There are no excuses for humanity’s cruelty, deception, lack of integrity, greed, abusive behavior, or betrayal. As a student and teacher of human development, I can assuredly say that every single human being (excepting perhaps sociopaths and psychopaths – but even they can pretend) has both the potential and the power to be loving, compassionate, generous, gentle, and kind. In other words, cruelty is a choice. Admittedly, a choice coming forth out of what are likely deeply unhealed wounds, but a choice, nonetheless. When I know (and provide) resources to support humanity in healing their wounds, this choice becomes even more apparent.

So yes, when I see humans being cruel to each other, taking advantage of others for the sake of their own pride or greed, making excuses for or justifying their bad behaviors, stabbing others in the back, robbing or stealing from each other, I am deeply saddened. I also find myself angered because I know that cruelty is a choice and cannot comprehend why anyone would choose it.

Like I have often said, I wasn’t made for this world. The good news is I know I’m not the only one not made for this world. If you are one who regularly chooses kindness, I hope that in sharing my own vulnerability this gives you permission to do the same, and if nothing else, helps you to know you are not alone.

Copyright Lauri Ann Lumby

Illness Designating Power

Our whole lives we’ve been told that illness means there’s something wrong with us.  What if the reverse, in fact, is true?  What if illness is a gift that designates our power? Can we take what we’ve been told and have chosen to believe and turn it on its head? What if what we’ve been calling illness (chronic illness especially) is really the body’s only way, in an upside-down world, to create the environment the Soul needs to thrive?  What if chronic illness is the body responding to abuse of the Soul?  What if when suffering chronic illness (ie: fibromyalgia, chronic fatigue, Epstein-Barr, migraine, vestibular disorders, anxiety, depression, panic attacks) there’s nothing wrong with us but is our body pointing out everything that is wrong with our world? What can we learn about our Soul and our body’s true needs through the symptoms our chronic illness throws at us? What happens if instead of fighting against illness we give our bodies what they need to feel safe in an unsafe world? How might our world begin to change when we start tending to the deeper needs of our Souls? How might our super-powers begin to emerge when we start tending to the needs of our Soul as dictated by our body?

Waking the Dead

I sang skin back onto my bones like a blanket’s warm embrace.

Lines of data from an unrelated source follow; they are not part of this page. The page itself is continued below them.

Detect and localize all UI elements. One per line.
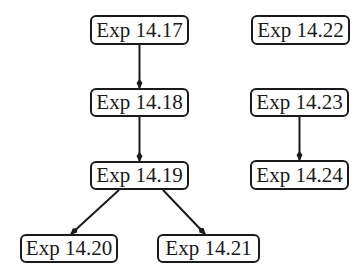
node-exp-14-24: Exp 14.24 [250, 160, 349, 190]
node-exp-14-23: Exp 14.23 [250, 88, 349, 117]
node-exp-14-17: Exp 14.17 [90, 15, 189, 45]
edge-1419-1420 [71, 190, 119, 234]
edge-1419-1421 [163, 190, 205, 234]
node-exp-14-22: Exp 14.22 [251, 15, 350, 45]
node-exp-14-18: Exp 14.18 [90, 88, 189, 117]
node-exp-14-21: Exp 14.21 [157, 234, 260, 263]
node-exp-14-20: Exp 14.20 [20, 234, 118, 263]
node-exp-14-19: Exp 14.19 [90, 161, 189, 190]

Enfolding in acceptance all that I am.

A dream within a dream of much more than simple acceptance.

A celebration really,

where a blanket becomes a robe of the deepest blood red.

Sovereign-earned.

Invoking a blessing of holiness

where that which I formerly condemned is honored as gift.

Where pathology is given a new name signifying magic.

And where illness designates power.

Then I sang a song of amens and hallelujahs!

Copyright Lauri Ann Lumby


Grief

When we are struggling with chronic illness or other debilitating and troublesome symptoms, we are cast into a grieving process. We experience all faces of grief – denial, bargaining, anger, depression, and sorrow as we move in the direction of coming to terms with our symptoms.

For twenty-five years, Lauri Ann Lumby has supported people in all forms of grieving. If you are in need of support in grieving your diagnosis (of often lack thereof), please reach out for an appointment.